When did Lower Normandy stop being a separate region of France?
Lower Normandy ceased to be a separate administrative region on the 1st of January 2016, when it merged with Upper Normandy to form the single region of Normandy.
Short answers, pulled from the story.
Lower Normandy ceased to be a separate administrative region on the 1st of January 2016, when it merged with Upper Normandy to form the single region of Normandy.
Lower Normandy was composed of three departments: Calvados, Manche, and Orne. Together they covered 10,857 square kilometers, or 3.2 percent of France's total surface area.
The beaches of Calvados in Lower Normandy were the site of the D-Day landings in June 1944, which formed the main thrust of Operation Overlord. The Battle of Normandy that followed destroyed or badly damaged many of the region's towns and villages.

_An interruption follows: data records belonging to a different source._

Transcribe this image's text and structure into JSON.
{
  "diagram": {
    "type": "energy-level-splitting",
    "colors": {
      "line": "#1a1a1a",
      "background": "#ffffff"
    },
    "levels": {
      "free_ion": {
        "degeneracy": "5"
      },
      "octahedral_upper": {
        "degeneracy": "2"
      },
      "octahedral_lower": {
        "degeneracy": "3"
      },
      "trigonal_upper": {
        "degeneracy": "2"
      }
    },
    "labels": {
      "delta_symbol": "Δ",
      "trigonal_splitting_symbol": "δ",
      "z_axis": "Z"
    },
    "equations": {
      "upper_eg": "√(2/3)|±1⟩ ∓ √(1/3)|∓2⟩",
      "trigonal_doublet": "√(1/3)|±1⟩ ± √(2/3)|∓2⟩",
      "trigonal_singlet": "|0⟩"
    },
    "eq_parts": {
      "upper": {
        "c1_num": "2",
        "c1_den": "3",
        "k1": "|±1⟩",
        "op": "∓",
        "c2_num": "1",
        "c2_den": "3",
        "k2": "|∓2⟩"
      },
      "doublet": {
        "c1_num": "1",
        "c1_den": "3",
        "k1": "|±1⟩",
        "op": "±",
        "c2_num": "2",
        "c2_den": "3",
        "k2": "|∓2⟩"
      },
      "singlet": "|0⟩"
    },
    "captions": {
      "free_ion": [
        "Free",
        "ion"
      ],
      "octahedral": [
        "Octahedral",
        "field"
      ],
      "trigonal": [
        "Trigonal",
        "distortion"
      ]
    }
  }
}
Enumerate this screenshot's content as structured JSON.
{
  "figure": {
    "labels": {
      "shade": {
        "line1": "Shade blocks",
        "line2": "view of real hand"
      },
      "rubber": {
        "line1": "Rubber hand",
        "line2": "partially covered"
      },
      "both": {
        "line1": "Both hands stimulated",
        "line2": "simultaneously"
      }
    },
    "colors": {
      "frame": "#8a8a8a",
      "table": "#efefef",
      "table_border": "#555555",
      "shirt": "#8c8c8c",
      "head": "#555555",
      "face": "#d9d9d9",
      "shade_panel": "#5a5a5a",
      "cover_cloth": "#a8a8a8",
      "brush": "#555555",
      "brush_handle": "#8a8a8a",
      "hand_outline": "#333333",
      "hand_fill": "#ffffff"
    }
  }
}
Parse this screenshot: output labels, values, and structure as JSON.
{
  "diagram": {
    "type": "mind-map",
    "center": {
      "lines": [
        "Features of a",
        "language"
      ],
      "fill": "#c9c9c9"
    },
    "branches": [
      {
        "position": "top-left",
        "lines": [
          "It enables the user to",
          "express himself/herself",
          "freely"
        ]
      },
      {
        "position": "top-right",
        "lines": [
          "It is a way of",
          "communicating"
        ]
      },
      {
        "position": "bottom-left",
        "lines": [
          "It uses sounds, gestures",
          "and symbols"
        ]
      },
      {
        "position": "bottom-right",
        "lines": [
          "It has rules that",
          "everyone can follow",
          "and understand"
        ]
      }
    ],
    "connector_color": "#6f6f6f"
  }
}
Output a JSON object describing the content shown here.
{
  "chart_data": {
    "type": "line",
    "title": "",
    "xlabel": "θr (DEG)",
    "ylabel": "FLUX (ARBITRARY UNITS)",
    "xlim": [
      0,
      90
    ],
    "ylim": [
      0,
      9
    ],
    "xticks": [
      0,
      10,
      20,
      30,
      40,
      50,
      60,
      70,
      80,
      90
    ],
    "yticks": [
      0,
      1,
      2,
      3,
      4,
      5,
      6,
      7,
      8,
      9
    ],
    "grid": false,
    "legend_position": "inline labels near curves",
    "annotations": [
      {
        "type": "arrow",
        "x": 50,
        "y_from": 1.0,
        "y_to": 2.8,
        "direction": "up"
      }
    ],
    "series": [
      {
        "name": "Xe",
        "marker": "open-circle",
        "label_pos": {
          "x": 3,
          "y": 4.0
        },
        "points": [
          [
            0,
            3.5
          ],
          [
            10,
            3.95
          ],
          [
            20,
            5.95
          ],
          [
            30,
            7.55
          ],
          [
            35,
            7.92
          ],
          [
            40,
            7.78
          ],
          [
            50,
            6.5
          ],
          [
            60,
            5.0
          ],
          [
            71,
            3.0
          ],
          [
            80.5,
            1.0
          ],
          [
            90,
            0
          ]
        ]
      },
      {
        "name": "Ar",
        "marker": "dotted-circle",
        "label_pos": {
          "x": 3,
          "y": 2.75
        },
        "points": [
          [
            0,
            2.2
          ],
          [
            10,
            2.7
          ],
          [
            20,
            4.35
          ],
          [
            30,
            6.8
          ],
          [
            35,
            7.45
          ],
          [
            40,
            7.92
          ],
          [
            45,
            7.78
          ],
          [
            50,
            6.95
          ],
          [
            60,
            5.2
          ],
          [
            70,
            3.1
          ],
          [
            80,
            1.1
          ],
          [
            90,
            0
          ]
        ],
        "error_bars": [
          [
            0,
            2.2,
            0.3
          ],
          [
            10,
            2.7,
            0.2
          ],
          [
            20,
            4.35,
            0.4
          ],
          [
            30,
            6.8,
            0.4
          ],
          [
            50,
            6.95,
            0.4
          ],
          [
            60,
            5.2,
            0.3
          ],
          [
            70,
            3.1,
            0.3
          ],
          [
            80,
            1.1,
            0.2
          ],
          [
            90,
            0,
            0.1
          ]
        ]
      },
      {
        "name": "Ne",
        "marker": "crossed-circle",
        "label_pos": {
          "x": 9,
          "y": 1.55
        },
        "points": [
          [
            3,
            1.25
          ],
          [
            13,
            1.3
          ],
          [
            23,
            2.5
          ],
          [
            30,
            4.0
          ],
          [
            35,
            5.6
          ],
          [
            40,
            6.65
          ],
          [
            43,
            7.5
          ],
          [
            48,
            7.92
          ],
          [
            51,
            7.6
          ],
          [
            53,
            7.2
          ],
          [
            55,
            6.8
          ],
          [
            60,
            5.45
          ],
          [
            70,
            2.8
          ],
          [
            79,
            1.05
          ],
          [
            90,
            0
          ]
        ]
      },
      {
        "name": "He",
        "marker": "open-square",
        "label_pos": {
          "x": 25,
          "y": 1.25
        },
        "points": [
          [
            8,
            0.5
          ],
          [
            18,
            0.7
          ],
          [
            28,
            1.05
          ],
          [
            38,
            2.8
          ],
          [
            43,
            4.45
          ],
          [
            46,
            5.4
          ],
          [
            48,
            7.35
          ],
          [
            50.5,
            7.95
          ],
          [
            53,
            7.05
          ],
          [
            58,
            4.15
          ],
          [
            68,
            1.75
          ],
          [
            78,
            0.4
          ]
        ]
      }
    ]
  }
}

Lower Normandy led France in butter, fromage frais, soft cheeses, cider apples, cider, leeks, turnips, and flax. It also bred more horses than any other region in France.
Lower Normandy was home to writers Guy de Maupassant, Marcel Proust, and Jules Barbey d'Aurevilly, as well as composer Erik Satie. Painters Jean-François Millet, Eugène Boudin, and Fernand Léger were born in La Hague, Honfleur, and Argentan respectively.
After Duke William II of Normandy, who conquered England in 1066 and was buried in Caen, died, his possessions were split between his sons: Normandy went to his eldest son and England to his second son. Control of Normandy then passed back and forth between English and French rulers over the following centuries.